How to create sales content that closes

More and more, B2B marketers are focusing their efforts on building market awareness with B2C tactics: video, social media, and digital advertising. Company branding and websites are consumer-friendly, and creatives are having more fun working on accounts that 10 years ago might have been considered deeply unsexy.

But when it comes to driving revenue and closing deals, B2B salespeople still rely on an arsenal of case studies, blog posts, white papers, and decks that nudge prospective customers closer to sale. And guess what? Much of the time, they’re creating those assets without the marketing department’s support, and with mixed results.

“Your job as a salesperson requires doing what you need to do to get the sale,” said Shawn Kallet, founder and CEO of B2B growth consultancy Deepwater Strategies. “If you’re creating content, you’re going to do the minimum to make that content engaging, and most people won’t even do that.”

According to CSO Insights, sales reps spend just 32% of their time selling. A smart marketing team can help sellers refocus—and earn more credit for driving revenue—by creating sales enablement content that helps sellers speak to prospects at any stage.

We asked Kallet how marketers can create the content their sellers need to drive sales. Here are three key steps they can take to get started.

Ask your sellers who they’re dealing with

Most often, marketers are asked to build awareness with the big fish: the executive who wields the checkbook. But that buyer is not always a salesperson’s first touchpoint. In fact, salespeople have to communicate with multiple people in different roles over an extended period of time, so creating content for each of them is key.  

“You have to build trust, which means showing them you’re an authority on a topic by sharing content that is relevant to the problems they have,” said Kallet. When marketers fail to connect up front, sellers are forced to dedicate their time to correct the content.

Sales reps spend just 32% of their time selling.”
— CSO INSIGHTS

To avoid this time suck, ask your sellers who they most often deal with before talking to the decision-maker. What objections do they most often hear and how do they overcome them? In short, get to know your audience’s needs through the people closest to them—your sales reps.

Create a library of micro-content that gives sellers flexibility

Once you know who you’re talking to and what their needs are, you can begin mapping your content topics to the buyer journey. But when it comes to sales, the format is almost as important as subject matter. In order to make your information truly useful for sellers, they’ll need quick access and digestible formats.

For example, you may spend weeks creating original content and compiling it into a beautiful, downloadable guide that builds awareness and authority while generating leads. Once in the pipeline, your prospects may want to discuss some of the issues raised in your guide. But your sales reps may not have time to read it, particularly if you create several per quarter.

To make any piece of long-form content truly useful for sellers, make it snackable. Organize key insights by bullet points, support them with quotes and statistics, and furnish them in text format for emails, one-sheets, social assets, or images they can include in decks.

This method can be applied to guides, blog posts, video transcripts, and even industry intelligence from outside sources. As long as your library is consistently updated, well-organized and stocked with a variety of formats, your sellers will have quick access to content that helps them sell.

Give your prospects content that walks the last mile

If your rep is doing the job, there will come a time when their prospect has to sell your product to their wider team or—fingers crossed—their boss.

“You have to assume they have a fraction of time to share with their peers and management, so you have to be incredibly clear on your value proposition and how it applies to them,” said Kallet.

A tight pitch will include a mix of industry insights, product details, client case studies and testimonials that show your solutions work, said Kallet. But it has to be delivered in a format the prospect can use. “By the time you get closer to a close, sharing bullets in an email or quick slides makes it easier to put it in their format,” Kallet said.

If you’ve created content for the right audiences and armed your sellers with quick access to a library of wide-ranging microcontent, they’ll have what they need to close. In short, Kallet said, “Give them what they need. If they need bullet points, don’t send them a deck, but if they need a deck, don’t send them a meme.”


**Assignment**
Among the lines of the records, please find those that contain the word "用户充值" and copy them.

**Data records**
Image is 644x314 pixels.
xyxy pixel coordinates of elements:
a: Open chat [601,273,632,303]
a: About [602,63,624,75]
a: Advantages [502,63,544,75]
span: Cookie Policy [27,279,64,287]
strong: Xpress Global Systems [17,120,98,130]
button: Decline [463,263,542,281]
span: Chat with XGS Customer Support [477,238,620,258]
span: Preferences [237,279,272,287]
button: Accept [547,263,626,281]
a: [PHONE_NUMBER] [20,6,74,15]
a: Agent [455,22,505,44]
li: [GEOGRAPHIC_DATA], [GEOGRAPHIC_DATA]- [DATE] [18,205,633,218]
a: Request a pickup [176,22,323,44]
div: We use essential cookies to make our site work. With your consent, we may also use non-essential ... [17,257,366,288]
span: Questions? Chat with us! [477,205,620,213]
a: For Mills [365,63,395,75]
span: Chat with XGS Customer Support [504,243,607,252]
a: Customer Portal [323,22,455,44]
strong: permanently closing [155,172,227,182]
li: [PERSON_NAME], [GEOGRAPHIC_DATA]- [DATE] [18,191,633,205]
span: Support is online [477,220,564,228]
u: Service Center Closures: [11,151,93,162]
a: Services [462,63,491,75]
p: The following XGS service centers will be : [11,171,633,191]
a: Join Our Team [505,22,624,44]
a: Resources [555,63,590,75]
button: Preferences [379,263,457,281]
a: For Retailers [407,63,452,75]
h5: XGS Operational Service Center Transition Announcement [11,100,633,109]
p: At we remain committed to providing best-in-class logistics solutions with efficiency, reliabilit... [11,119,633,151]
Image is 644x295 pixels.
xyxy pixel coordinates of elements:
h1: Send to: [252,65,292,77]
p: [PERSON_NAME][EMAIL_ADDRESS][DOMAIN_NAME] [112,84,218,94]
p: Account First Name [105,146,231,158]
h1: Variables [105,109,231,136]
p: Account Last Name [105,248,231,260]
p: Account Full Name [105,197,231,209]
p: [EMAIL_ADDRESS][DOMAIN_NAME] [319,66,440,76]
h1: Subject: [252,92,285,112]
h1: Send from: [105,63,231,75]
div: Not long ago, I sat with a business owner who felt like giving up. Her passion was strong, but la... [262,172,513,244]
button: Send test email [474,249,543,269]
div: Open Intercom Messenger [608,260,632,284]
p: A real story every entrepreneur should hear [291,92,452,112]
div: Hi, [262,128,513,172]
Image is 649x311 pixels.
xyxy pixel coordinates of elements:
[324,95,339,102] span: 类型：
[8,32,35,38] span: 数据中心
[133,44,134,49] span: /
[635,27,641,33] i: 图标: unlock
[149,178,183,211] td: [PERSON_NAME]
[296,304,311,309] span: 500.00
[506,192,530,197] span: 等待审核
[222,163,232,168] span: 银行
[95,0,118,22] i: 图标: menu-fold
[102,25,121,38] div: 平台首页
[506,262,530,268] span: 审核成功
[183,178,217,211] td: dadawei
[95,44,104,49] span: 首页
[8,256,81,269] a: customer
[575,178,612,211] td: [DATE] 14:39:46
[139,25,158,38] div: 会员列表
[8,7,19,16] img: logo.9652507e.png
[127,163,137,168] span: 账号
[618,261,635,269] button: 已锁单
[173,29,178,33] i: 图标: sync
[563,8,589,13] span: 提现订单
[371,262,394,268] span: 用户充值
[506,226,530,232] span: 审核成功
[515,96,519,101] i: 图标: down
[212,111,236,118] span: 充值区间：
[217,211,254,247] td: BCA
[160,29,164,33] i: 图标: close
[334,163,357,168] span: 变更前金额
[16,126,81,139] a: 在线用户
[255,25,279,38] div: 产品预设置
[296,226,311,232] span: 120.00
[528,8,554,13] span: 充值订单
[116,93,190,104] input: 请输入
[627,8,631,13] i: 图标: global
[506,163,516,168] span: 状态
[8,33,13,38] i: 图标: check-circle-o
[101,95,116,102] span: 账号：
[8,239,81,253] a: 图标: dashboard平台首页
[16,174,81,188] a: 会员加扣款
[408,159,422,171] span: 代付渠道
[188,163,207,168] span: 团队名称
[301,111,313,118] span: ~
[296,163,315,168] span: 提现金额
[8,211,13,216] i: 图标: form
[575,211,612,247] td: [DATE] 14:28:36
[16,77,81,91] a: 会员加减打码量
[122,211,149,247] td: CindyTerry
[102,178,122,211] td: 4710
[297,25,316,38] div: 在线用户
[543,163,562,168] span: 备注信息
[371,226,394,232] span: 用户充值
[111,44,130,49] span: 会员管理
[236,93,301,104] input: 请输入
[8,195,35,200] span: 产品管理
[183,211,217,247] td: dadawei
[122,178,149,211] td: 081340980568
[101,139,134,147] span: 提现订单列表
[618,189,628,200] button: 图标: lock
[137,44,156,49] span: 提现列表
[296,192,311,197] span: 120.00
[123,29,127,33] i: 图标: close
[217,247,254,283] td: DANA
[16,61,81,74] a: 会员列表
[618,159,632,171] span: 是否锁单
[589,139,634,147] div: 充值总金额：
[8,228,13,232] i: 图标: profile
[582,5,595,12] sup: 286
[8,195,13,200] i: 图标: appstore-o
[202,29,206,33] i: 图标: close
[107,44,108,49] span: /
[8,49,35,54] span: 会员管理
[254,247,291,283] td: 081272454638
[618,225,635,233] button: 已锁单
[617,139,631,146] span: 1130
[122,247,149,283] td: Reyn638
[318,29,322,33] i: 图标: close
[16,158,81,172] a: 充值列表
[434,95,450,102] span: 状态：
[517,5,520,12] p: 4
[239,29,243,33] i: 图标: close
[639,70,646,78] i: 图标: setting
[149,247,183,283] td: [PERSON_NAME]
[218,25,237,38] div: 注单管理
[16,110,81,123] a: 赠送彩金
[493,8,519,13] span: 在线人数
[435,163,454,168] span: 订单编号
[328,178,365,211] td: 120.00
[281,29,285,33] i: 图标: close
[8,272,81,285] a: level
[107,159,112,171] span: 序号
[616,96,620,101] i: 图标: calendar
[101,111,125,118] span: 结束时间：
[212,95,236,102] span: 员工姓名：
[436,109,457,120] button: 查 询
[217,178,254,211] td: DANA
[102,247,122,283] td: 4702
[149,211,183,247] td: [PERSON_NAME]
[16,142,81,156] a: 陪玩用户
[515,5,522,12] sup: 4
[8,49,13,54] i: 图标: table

**Response below**
[371,262,394,268] span: 用户充值
[371,226,394,232] span: 用户充值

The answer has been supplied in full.